People interaction does not really need flow diagrams. It rather needs a well-defined capability map as to which process owners are responsible to achieve which goals. These can be directly translated into process goals if the system can handle them.
And let’s not forget, if you execute a process it may well be that at the end of it you need a paper trail. BPM systems do not deliver that. If you create electronic forms and send them rather than BPM-forms, people find them easier to work with and you get the process record for free. So they are not useless at all.
I didn’t say that content was useless, I said to look for the “useless paper documents”, that is, those that exist but do not need to exist in paper form.
Hi Sandy, thanks. I assumed this is what you meant. The problem is that too many in business and even in IT cannot distinguish between ‘printed’ and ‘digital’ content. They tend to live in the illusion that ‘documents’ will go away ‘a.k.a. the paperless office’ and thus are reluctant to invest into content management that creates and not just destroys (archives). They also forget that a business document is a complex mix of data, text, rules and formatting (capture) instructions, both in the inbound and outbound channel. In both directions there is complex interaction between the content and a number of process steps even with multiple performers. Business doesn’t understand it and IT thinks that it is easy to code, but in reality it is more complex than any other UI application.
So clearly, any negative comment on paper or documents being useless fuels that perspective, which I think you will agree, is wrong.

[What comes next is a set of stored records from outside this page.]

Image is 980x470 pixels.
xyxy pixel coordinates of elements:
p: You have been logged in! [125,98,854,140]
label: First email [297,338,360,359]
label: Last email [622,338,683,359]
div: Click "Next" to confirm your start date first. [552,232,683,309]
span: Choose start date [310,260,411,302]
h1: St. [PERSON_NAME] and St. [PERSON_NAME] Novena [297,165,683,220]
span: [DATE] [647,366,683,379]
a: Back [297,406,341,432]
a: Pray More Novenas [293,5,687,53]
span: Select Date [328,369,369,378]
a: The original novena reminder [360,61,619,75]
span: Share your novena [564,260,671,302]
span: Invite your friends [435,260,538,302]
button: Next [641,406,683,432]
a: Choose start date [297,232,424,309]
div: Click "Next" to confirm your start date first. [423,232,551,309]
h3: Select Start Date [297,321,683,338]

I guess this all depends on your definition of “Paper Trail”. There’s no technical reason BPM systems can’t deliver audit trail… and some of them do. Just as there’s no reason an ECM system can’t offer BPMN modeling… and maybe some of them do. (leaving out in both cases whether they should or not)
Hi Scott, you are right that BPM is potentially the means to create a ‘paper-like’ trail. What I am proposing that it is better to see the paper documents ‘AS-THE-PROCESS’ rather than as something unwanted. Most people find it much easier to see their paper trail electronically and then start to improve it.
And yes, there should be no distinction between ECM, BPM and even CRM, because processes that leave out customer interaction are wasteful from the outset. Customer communications is a process exercise and improving customer experience is not about fancy mobile apps but performing customer facing processes that focus on the individual.
Great concept. I once came into a project as a BA (after it had been implemented without a BA) that was implementing a new electronic records system. The end user’s process hadn’t been fully taken into account and they received inadequate training. As a result, they were printing and scanning the documents and additional time after the electronic records systems was installed. They would download the document, print it, add notes, and scan it in to store it again. We were able to evaluate their process and use a little out-of-the-box system functionality to handle the notes and remove several unnecessary and wasteful steps.
So I’d agree – following the useless paper trail is great advice for finding potential improvement areas!